Abortive migration

From one body to another, from one habitat to another, what can we say about these "human bodies" whose biological migration is stopped by human decision?

Without wishing to enter into a moral discussion, it seems important to us, for an organisation such as Josefa which approaches the migratory phenomenon as the foundation of our humanity, to question ourselves with the greatest respect for all those "lives" (if not human, in the sense of certain so-called ethical jurisdictions, at least engaged in a biological process) whose migratory journey is irremediably stopped a few weeks from being born to the life that every human being, not to say every living being, experiences.

Here again, without wishing to disrespect anyone in their migration (in the traditional sense of the term), is it not a paradox that we value the life of a "migrant" when it is lost, but not that of the millions of migrating biological lives when they are aborted?

Arguing about the legitimacy of this or that biopolicy which grants this right to put an end to the migration towards a biological life of this or that child is not at all the issue; the focus should quite simply be: "Why?".

Why, in one case, it seems that most of us agree on this possibility/freedom to stop a biological process that has been started, while, globally, in another case, the same people tend to not agree (and quite legitimately) with the fact that another (spatial/geographical) migration is dramatically thwarted with many lives lost or destroyed?

Isn't this a very difficult paradox to grasp in relation to the "price of a life" in order to access the Habitat that is our humanity?

Without wanting to reopen books that seem to be definitively closed in the name of "human freedom", which thus has the capacity to interfere with and abort a future migration, it is possible to ask another fundamental question about our migrations. Who (individually or collectively) has the "right" to decide whether the migration of a Life can go ahead or be "aborted"?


Task to complete – Set the data down exactly as it stands, and keep its pictures out.

Data for this task –
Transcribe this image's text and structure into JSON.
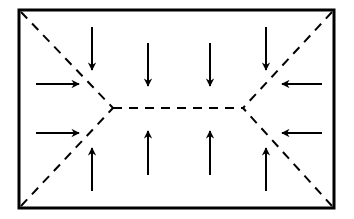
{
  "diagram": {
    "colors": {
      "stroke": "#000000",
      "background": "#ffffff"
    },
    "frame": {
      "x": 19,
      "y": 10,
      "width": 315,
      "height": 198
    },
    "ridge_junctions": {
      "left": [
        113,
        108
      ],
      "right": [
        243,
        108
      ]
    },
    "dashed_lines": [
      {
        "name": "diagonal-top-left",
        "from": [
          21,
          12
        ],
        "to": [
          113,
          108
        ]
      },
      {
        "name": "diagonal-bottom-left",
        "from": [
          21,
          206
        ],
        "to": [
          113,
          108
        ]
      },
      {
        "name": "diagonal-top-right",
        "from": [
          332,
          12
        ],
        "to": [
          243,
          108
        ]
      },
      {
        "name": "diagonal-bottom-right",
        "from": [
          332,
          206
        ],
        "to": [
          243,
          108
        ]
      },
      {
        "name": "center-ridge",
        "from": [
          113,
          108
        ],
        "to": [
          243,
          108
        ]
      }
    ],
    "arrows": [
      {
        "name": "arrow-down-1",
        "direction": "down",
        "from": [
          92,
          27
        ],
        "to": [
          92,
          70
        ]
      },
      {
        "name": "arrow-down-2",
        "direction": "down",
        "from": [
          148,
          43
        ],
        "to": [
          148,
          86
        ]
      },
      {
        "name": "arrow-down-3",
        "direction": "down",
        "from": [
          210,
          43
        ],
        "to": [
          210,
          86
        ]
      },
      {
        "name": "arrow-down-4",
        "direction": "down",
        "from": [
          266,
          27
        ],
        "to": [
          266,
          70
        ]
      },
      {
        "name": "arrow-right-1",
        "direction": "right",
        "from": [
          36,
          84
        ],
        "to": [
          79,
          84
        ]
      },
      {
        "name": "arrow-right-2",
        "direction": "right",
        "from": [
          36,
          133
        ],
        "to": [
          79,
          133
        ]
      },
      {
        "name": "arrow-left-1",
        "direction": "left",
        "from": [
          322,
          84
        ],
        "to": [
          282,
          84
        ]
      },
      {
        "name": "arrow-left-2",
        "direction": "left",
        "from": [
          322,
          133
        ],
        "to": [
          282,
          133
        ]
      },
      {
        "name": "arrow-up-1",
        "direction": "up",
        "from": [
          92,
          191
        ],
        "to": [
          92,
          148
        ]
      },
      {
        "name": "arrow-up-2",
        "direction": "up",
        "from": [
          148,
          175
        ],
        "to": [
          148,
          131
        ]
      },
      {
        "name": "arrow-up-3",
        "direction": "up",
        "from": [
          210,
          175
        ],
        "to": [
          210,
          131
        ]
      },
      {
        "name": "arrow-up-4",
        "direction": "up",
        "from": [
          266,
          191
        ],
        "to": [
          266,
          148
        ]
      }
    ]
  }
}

Output –
Transcribe this image's text and structure into JSON.
{
  "diagram": {
    "colors": {
      "stroke": "#000000",
      "background": "#ffffff"
    },
    "frame": {
      "x": 19,
      "y": 10,
      "width": 315,
      "height": 198
    },
    "ridge_junctions": {
      "left": [
        113,
        108
      ],
      "right": [
        243,
        108
      ]
    },
    "dashed_lines": [
      {
        "name": "diagonal-top-left",
        "from": [
          21,
          12
        ],
        "to": [
          113,
          108
        ]
      },
      {
        "name": "diagonal-bottom-left",
        "from": [
          21,
          206
        ],
        "to": [
          113,
          108
        ]
      },
      {
        "name": "diagonal-top-right",
        "from": [
          332,
          12
        ],
        "to": [
          243,
          108
        ]
      },
      {
        "name": "diagonal-bottom-right",
        "from": [
          332,
          206
        ],
        "to": [
          243,
          108
        ]
      },
      {
        "name": "center-ridge",
        "from": [
          113,
          108
        ],
        "to": [
          243,
          108
        ]
      }
    ],
    "arrows": [
      {
        "name": "arrow-down-1",
        "direction": "down",
        "from": [
          92,
          27
        ],
        "to": [
          92,
          70
        ]
      },
      {
        "name": "arrow-down-2",
        "direction": "down",
        "from": [
          148,
          43
        ],
        "to": [
          148,
          86
        ]
      },
      {
        "name": "arrow-down-3",
        "direction": "down",
        "from": [
          210,
          43
        ],
        "to": [
          210,
          86
        ]
      },
      {
        "name": "arrow-down-4",
        "direction": "down",
        "from": [
          266,
          27
        ],
        "to": [
          266,
          70
        ]
      },
      {
        "name": "arrow-right-1",
        "direction": "right",
        "from": [
          36,
          84
        ],
        "to": [
          79,
          84
        ]
      },
      {
        "name": "arrow-right-2",
        "direction": "right",
        "from": [
          36,
          133
        ],
        "to": [
          79,
          133
        ]
      },
      {
        "name": "arrow-left-1",
        "direction": "left",
        "from": [
          322,
          84
        ],
        "to": [
          282,
          84
        ]
      },
      {
        "name": "arrow-left-2",
        "direction": "left",
        "from": [
          322,
          133
        ],
        "to": [
          282,
          133
        ]
      },
      {
        "name": "arrow-up-1",
        "direction": "up",
        "from": [
          92,
          191
        ],
        "to": [
          92,
          148
        ]
      },
      {
        "name": "arrow-up-2",
        "direction": "up",
        "from": [
          148,
          175
        ],
        "to": [
          148,
          131
        ]
      },
      {
        "name": "arrow-up-3",
        "direction": "up",
        "from": [
          210,
          175
        ],
        "to": [
          210,
          131
        ]
      },
      {
        "name": "arrow-up-4",
        "direction": "up",
        "from": [
          266,
          191
        ],
        "to": [
          266,
          148
        ]
      }
    ]
  }
}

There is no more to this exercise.